When did this happen and who led the way?


I think the way is still being led.


Who were the pioneers?


I like to think some of those on this blog are, also a number of the members of the SFWA chapter.


Thank you for some great questions, Kimberley!

Saturday, August 25, 2007

The "gods of Tigron" trilogy (aka The Mating Books)




Cathy Clamp was one of the speakers on my Research workshop panel at the last RT. Her handout, and those of Jade Lee, Sandy Blair, Judith Laik, and my own can be found in the Useful Stuff area of my website

For me, the most memorable story Cathy told was of how she always takes every opportunity to see unusual things, and makes the effort to talk to strangers. So, last weekend, when I had the chance to go into a cockpit with the pilots of a plane, and to talk to them about how and where ground radar interrogates air traffic, I did.
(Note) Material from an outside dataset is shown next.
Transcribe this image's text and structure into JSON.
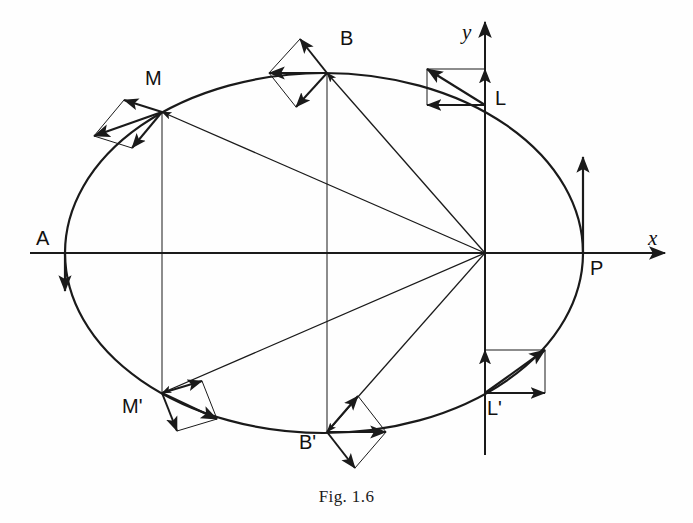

Much to the consternation (I am sure) of the other passengers, I was in with the pilots for a long time. I learned about air ways and sea lanes, the trade winds and the jet stream, and solar winds!
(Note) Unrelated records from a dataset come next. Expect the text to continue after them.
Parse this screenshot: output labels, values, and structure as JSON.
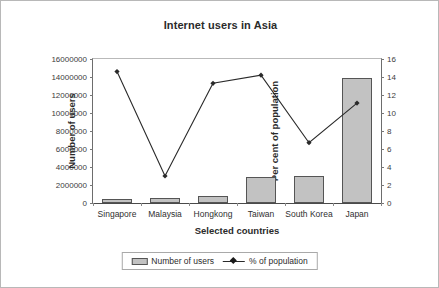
{
  "chart_data": {
    "type": "bar",
    "title": "Internet users in Asia",
    "xlabel": "Selected countries",
    "ylabel": "Number of users",
    "y2label": "Per cent of population",
    "categories": [
      "Singapore",
      "Malaysia",
      "Hongkong",
      "Taiwan",
      "South Korea",
      "Japan"
    ],
    "ylim": [
      0,
      16000000
    ],
    "yticks": [
      "0",
      "2000000",
      "4000000",
      "6000000",
      "8000000",
      "10000000",
      "12000000",
      "14000000",
      "16000000"
    ],
    "ytick_values": [
      0,
      2000000,
      4000000,
      6000000,
      8000000,
      10000000,
      12000000,
      14000000,
      16000000
    ],
    "y2lim": [
      0,
      16
    ],
    "y2ticks": [
      "0",
      "2",
      "4",
      "6",
      "8",
      "10",
      "12",
      "14",
      "16"
    ],
    "y2tick_values": [
      0,
      2,
      4,
      6,
      8,
      10,
      12,
      14,
      16
    ],
    "grid": false,
    "legend_position": "bottom",
    "series": [
      {
        "name": "Number of users",
        "type": "bar",
        "axis": "left",
        "color": "#c2c2c2",
        "border_color": "#555555",
        "values": [
          500000,
          600000,
          800000,
          2900000,
          3000000,
          13900000
        ]
      },
      {
        "name": "% of population",
        "type": "line",
        "axis": "right",
        "color": "#2a2a2a",
        "marker": "diamond",
        "values": [
          14.6,
          3.0,
          13.3,
          14.2,
          6.7,
          11.1
        ]
      }
    ]
  }
}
There's nothing like talking with pilots (or any experts) about the right way to do this and that, in order to extrapolate how one might to the "wrong" thing, or get around the system.... which of course my aliens have to do.

Best wishes,
Rowena Cherry

(By the way, I take no responsibility for the "associated" links that youtube offers you once you have viewed the Mating Net video!)

Sunday, July 01, 2007

Homesick and Flying Under False Colours




I'm writing my fourth, fifth, and sixth alien romances at the moment, with the greatest emphasis on the fourth, but with some awareness for the fact that I can't kill off the alien beefcake.
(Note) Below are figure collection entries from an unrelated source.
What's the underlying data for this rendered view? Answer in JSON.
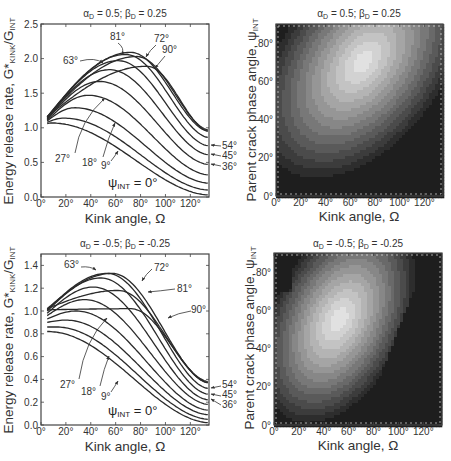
{
  "chart_data": [
    {
      "id": "top-left",
      "type": "line",
      "title": "αD = 0.5; βD = 0.25",
      "xlabel": "Kink angle, Ω",
      "ylabel": "Energy release rate, G*KINK/GINT",
      "xlim": [
        0,
        135
      ],
      "ylim": [
        0.0,
        2.5
      ],
      "xticks": [
        "0°",
        "20°",
        "40°",
        "60°",
        "80°",
        "100°",
        "120°"
      ],
      "yticks": [
        "0.0",
        "0.5",
        "1.0",
        "1.5",
        "2.0",
        "2.5"
      ],
      "grid": false,
      "annotation": "ψINT = 0°",
      "series_param": "ψINT",
      "series": [
        {
          "name": "0°",
          "peak_x": 8,
          "peak_y": 1.07,
          "start_y": 1.06,
          "end_y": 0.03
        },
        {
          "name": "9°",
          "peak_x": 18,
          "peak_y": 1.14,
          "start_y": 1.08,
          "end_y": 0.1
        },
        {
          "name": "18°",
          "peak_x": 27,
          "peak_y": 1.29,
          "start_y": 1.1,
          "end_y": 0.2
        },
        {
          "name": "27°",
          "peak_x": 38,
          "peak_y": 1.47,
          "start_y": 1.11,
          "end_y": 0.32
        },
        {
          "name": "36°",
          "peak_x": 47,
          "peak_y": 1.67,
          "start_y": 1.12,
          "end_y": 0.47
        },
        {
          "name": "45°",
          "peak_x": 55,
          "peak_y": 1.84,
          "start_y": 1.13,
          "end_y": 0.61
        },
        {
          "name": "54°",
          "peak_x": 62,
          "peak_y": 1.97,
          "start_y": 1.14,
          "end_y": 0.74
        },
        {
          "name": "63°",
          "peak_x": 68,
          "peak_y": 2.06,
          "start_y": 1.15,
          "end_y": 0.86
        },
        {
          "name": "72°",
          "peak_x": 72,
          "peak_y": 2.09,
          "start_y": 1.16,
          "end_y": 0.95
        },
        {
          "name": "81°",
          "peak_x": 77,
          "peak_y": 2.03,
          "start_y": 1.16,
          "end_y": 0.97
        },
        {
          "name": "90°",
          "peak_x": 85,
          "peak_y": 1.89,
          "start_y": 1.16,
          "end_y": 0.95
        }
      ]
    },
    {
      "id": "top-right",
      "type": "heatmap",
      "title": "αD = 0.5; βD = 0.25",
      "xlabel": "Kink angle, Ω",
      "ylabel": "Parent crack phase angle, ψINT",
      "xlim": [
        0,
        135
      ],
      "ylim": [
        0,
        90
      ],
      "xticks": [
        "0°",
        "20°",
        "40°",
        "60°",
        "80°",
        "100°",
        "120°"
      ],
      "yticks": [
        "0°",
        "20°",
        "40°",
        "60°",
        "80°"
      ],
      "maximum_location": {
        "x": 70,
        "y": 70
      },
      "colormap": "grayscale (light = high)"
    },
    {
      "id": "bottom-left",
      "type": "line",
      "title": "αD = -0.5; βD = -0.25",
      "xlabel": "Kink angle, Ω",
      "ylabel": "Energy release rate, G*KINK/GINT",
      "xlim": [
        0,
        135
      ],
      "ylim": [
        0.0,
        1.5
      ],
      "xticks": [
        "0°",
        "20°",
        "40°",
        "60°",
        "80°",
        "100°",
        "120°"
      ],
      "yticks": [
        "0.0",
        "0.2",
        "0.4",
        "0.6",
        "0.8",
        "1.0",
        "1.2",
        "1.4"
      ],
      "grid": false,
      "annotation": "ψINT = 0°",
      "series_param": "ψINT",
      "series": [
        {
          "name": "0°",
          "peak_x": 5,
          "peak_y": 0.82,
          "start_y": 0.82,
          "end_y": 0.02
        },
        {
          "name": "9°",
          "peak_x": 12,
          "peak_y": 0.86,
          "start_y": 0.86,
          "end_y": 0.05
        },
        {
          "name": "18°",
          "peak_x": 20,
          "peak_y": 0.92,
          "start_y": 0.9,
          "end_y": 0.09
        },
        {
          "name": "27°",
          "peak_x": 28,
          "peak_y": 1.0,
          "start_y": 0.93,
          "end_y": 0.13
        },
        {
          "name": "36°",
          "peak_x": 35,
          "peak_y": 1.1,
          "start_y": 0.96,
          "end_y": 0.18
        },
        {
          "name": "45°",
          "peak_x": 42,
          "peak_y": 1.21,
          "start_y": 0.98,
          "end_y": 0.22
        },
        {
          "name": "54°",
          "peak_x": 48,
          "peak_y": 1.29,
          "start_y": 1.0,
          "end_y": 0.27
        },
        {
          "name": "63°",
          "peak_x": 53,
          "peak_y": 1.33,
          "start_y": 1.01,
          "end_y": 0.32
        },
        {
          "name": "72°",
          "peak_x": 57,
          "peak_y": 1.33,
          "start_y": 1.02,
          "end_y": 0.37
        },
        {
          "name": "81°",
          "peak_x": 62,
          "peak_y": 1.18,
          "start_y": 1.02,
          "end_y": 0.38
        },
        {
          "name": "90°",
          "peak_x": 72,
          "peak_y": 1.02,
          "start_y": 1.01,
          "end_y": 0.37
        }
      ]
    },
    {
      "id": "bottom-right",
      "type": "heatmap",
      "title": "αD = -0.5; βD = -0.25",
      "xlabel": "Kink angle, Ω",
      "ylabel": "Parent crack phase angle, ψINT",
      "xlim": [
        0,
        135
      ],
      "ylim": [
        0,
        90
      ],
      "xticks": [
        "0°",
        "20°",
        "40°",
        "60°",
        "80°",
        "100°",
        "120°"
      ],
      "yticks": [
        "0°",
        "20°",
        "40°",
        "60°",
        "80°"
      ],
      "maximum_location": {
        "x": 52,
        "y": 55
      },
      "colormap": "grayscale (light = high)"
    }
  ],
  "panels": {
    "tl": {
      "title_a": "α",
      "title_sub_a": "D",
      "title_mid": " = 0.5; β",
      "title_sub_b": "D",
      "title_end": " = 0.25",
      "ylabel_main": "Energy release rate, G*",
      "ylabel_sub1": "KINK",
      "ylabel_mid": "/G",
      "ylabel_sub2": "INT",
      "xlabel": "Kink angle, Ω",
      "psi_main": "ψ",
      "psi_sub": "INT",
      "psi_end": " = 0°",
      "labels": {
        "l63": "63°",
        "l81": "81°",
        "l72": "72°",
        "l90": "90°",
        "l27": "27°",
        "l18": "18°",
        "l9": "9°",
        "l54": "54°",
        "l45": "45°",
        "l36": "36°"
      }
    },
    "tr": {
      "title_a": "α",
      "title_sub_a": "D",
      "title_mid": " = 0.5; β",
      "title_sub_b": "D",
      "title_end": " = 0.25",
      "ylabel_main": "Parent crack phase angle, ψ",
      "ylabel_sub": "INT",
      "xlabel": "Kink angle, Ω"
    },
    "bl": {
      "title_a": "α",
      "title_sub_a": "D",
      "title_mid": " = -0.5; β",
      "title_sub_b": "D",
      "title_end": " = -0.25",
      "ylabel_main": "Energy release rate, G*",
      "ylabel_sub1": "KINK",
      "ylabel_mid": "/G",
      "ylabel_sub2": "INT",
      "xlabel": "Kink angle, Ω",
      "psi_main": "ψ",
      "psi_sub": "INT",
      "psi_end": " = 0°",
      "labels": {
        "l63": "63°",
        "l72": "72°",
        "l81": "81°",
        "l90": "90°",
        "l27": "27°",
        "l18": "18°",
        "l9": "9°",
        "l54": "54°",
        "l45": "45°",
        "l36": "36°"
      }
    },
    "br": {
      "title_a": "α",
      "title_sub_a": "D",
      "title_mid": " = -0.5; β",
      "title_sub_b": "D",
      "title_end": " = -0.25",
      "ylabel_main": "Parent crack phase angle, ψ",
      "ylabel_sub": "INT",
      "xlabel": "Kink angle, Ω"
    }
  },
  "ticks": {
    "x": [
      "0°",
      "20°",
      "40°",
      "60°",
      "80°",
      "100°",
      "120°"
    ],
    "y_tl": [
      "0.0",
      "0.5",
      "1.0",
      "1.5",
      "2.0",
      "2.5"
    ],
    "y_bl": [
      "0.0",
      "0.2",
      "0.4",
      "0.6",
      "0.8",
      "1.0",
      "1.2",
      "1.4"
    ],
    "y_contour": [
      "0°",
      "20°",
      "40°",
      "60°",
      "80°"
    ]
  }
}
At some point, I'd like to explore homesickness, either as something a human abductee suffers, or else as an issue that an alien has to deal with. It's not something one grows out of... or is it? I'd love to know other bloggers' experiences.

The first time I was away from home, as a schoolgirl, for a sleepover at a friend's home, I remember being miserable. As time went on, I had to be away from home for longer and longer periods: a long weekend camping trip or two and a couple of fortnight-long residential courses for the Duke of Edinburgh's award; university term times; boarding school holidays when I taught in Dorset.

Over the subsequent years, my life became exciting and glamorous. I fell in love and set up a household of my own... and moved house three times within Germany, not counting months in hotels between moves, and a couple of times in the USA. My own final nesting place in an adopted land isn't what I think of as "home".

I'm not going "home" for the summer this year, for several very good reasons, some of them logistical. (The logistics of intergalactic space travel would also be a difficulty in my books... on a much grander scale than my own which have not a little to do with multiple food allergies and current restrictions on the food and drink that one may take through security.)

Suddenly, vague yearnings to make contact with friends I've hardly thought about, except to send a Christmas card to... maybe... have prompted time-consuming mini-quests to get back in touch, and I've realized that I am homesick. I think, but I'm not sure, that part of the problem is that I don't have the choice this year. Either that, or I'm getting sentimental in my second half-century.

I contacted my old college, Homerton, Cambridge, and discovered that I am "a lost sheep" as far as the Keeper of the Rolls is -or was- concerned. Funnily enough, the fund-raisers never lost touch with me.

I've joined Facebook.com . Today someone wondered aloud --because we write on a wall, like twittering at Twitters.com-- how many of the people on the "London" network did not actually live in London at all. I felt like I was flying under false colours by lurking, so I declared myself.

As for my writing, "homesickness" is quite a challenge. For instance, FORCED MATE was (and is) a futuristic take on the classical myth of Persephone who was swept up into Hades's chariot and carried off to his dark world.

Since Forced Mate is a romance, the heroine had to live happily ever after, so I couldn't deal with the pomegranate seeds and her homesickness, and the eventual joint custody ruling by Zeus so Persephone spent half the year with her dh and the other half with her mother.

I think I know which future heroine may end up being homesick.